01-15-2026, 10:11 AM
(01-15-2026, 10:04 AM)DanSchwartzgan Wrote: I don't think adding extra teams to the deal helps ATL that much if you hold to the not-paying-tax criteria. All of their salaries except the ones we've discussed are minimums. So, sending one out to a third team to avoid tax doesn't help as they have to replace it. I guess you could argue that they could do a remainder of the season deal with one of their two-ways and save money under the tax by sending out a minimum (to Dallas or to a third team)
One place a third team might help is sending all four of KP, Kennard, OO and Risacher with one of them going to the third team. That leaves ATL $22.5mm under the tax and with some room to add back a center (could be Gafford, but it could be a center from the third team).
Another could be sending out Kispert in a non-aggregated deal (again, could be Dallas or could be a third team). They could also do Kispert for Gafford as a side deal where the ATL outgoing is KP/Kennard/OO and solve ATL's center depth issue. That side deal takes away space under the tax for ATL to the tune of $411,320.
So, if Deal #1 is Gafford for Kispert and Deal #2 is KP, Kennard, OO and Newell for AD and Exum, there is still $9,915,388 of space under the tax for Dallas to send back more players. Martin fits, but ATL only has 13 functional players since Exum is one of their 14. Or, you can go back to Hardy or D'Lo and back filling with a minimum and a two-way.
Yeah, this is what I meant about multi-team deals or non-aggregated ones involving Kispert or CJ. You and I outlined the simplest ways to do the deal, or the most logical ones, but there is more than one way to get there, like you've outlined above!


▶ **Problem description**:
Set down the data below in full, exactly as it reads, but without the pictures.

((

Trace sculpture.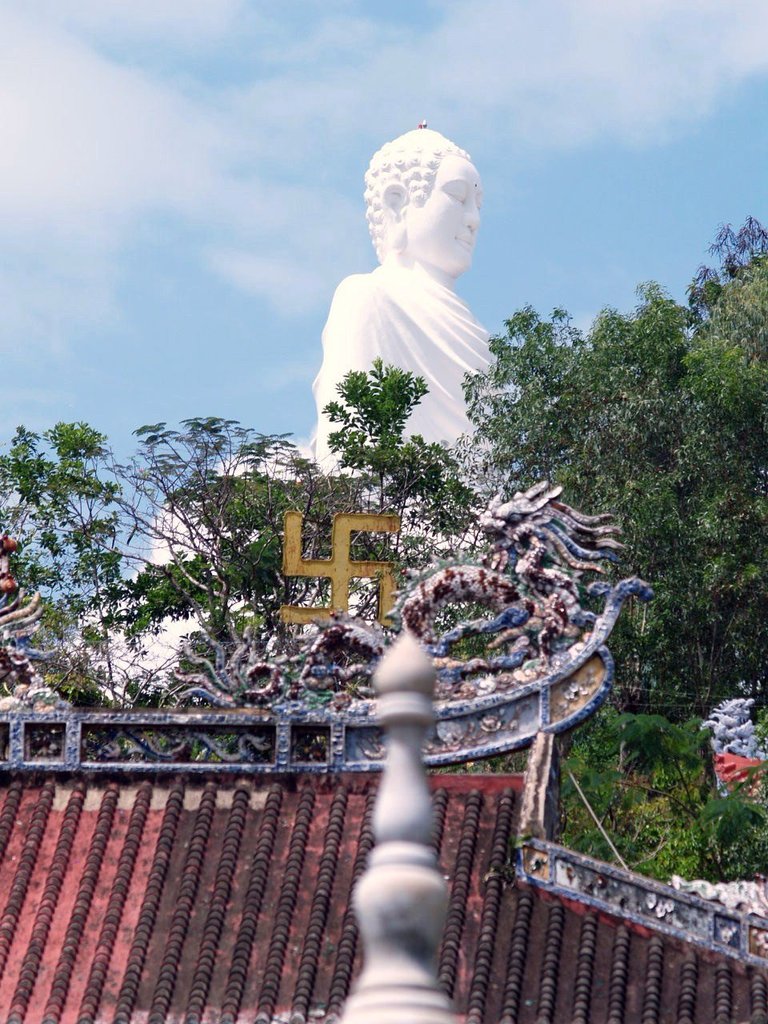
Traced to bbox(297, 109, 514, 516).
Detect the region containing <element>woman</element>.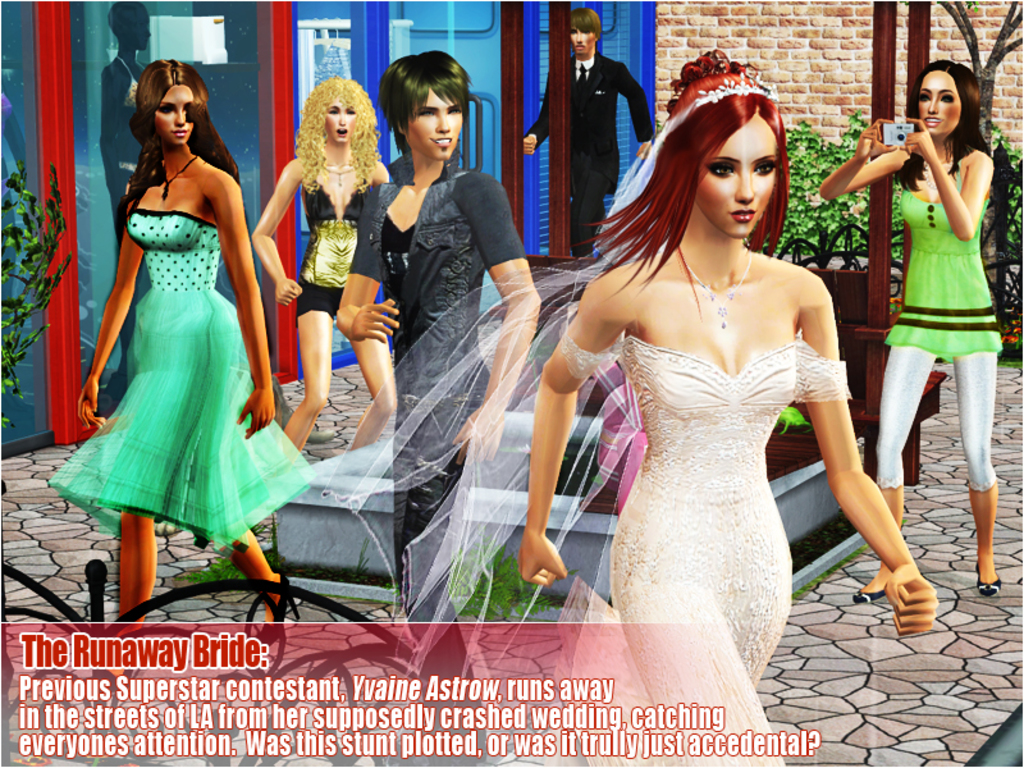
(left=61, top=50, right=280, bottom=581).
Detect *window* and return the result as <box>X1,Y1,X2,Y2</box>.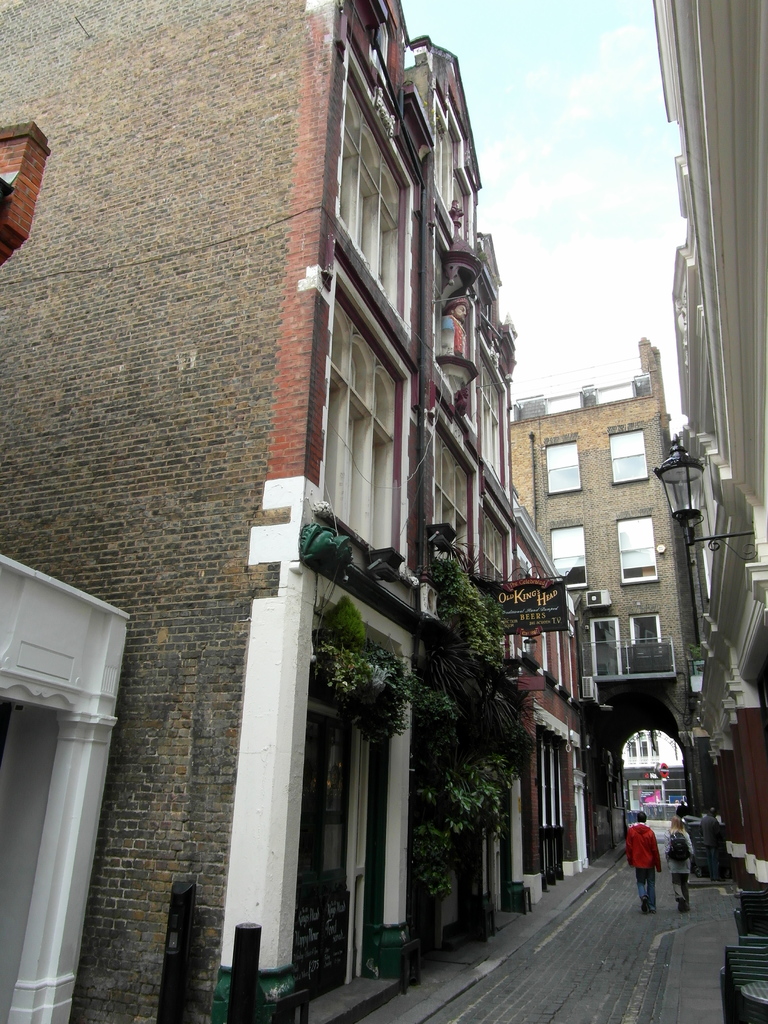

))

▶ **Response to the task**:
Trace sculpture.
Traced to bbox(297, 109, 514, 516).
Detect the region containing <element>woman</element>.
(left=61, top=50, right=280, bottom=581).
Detect *window* and return the result as <box>X1,Y1,X2,Y2</box>.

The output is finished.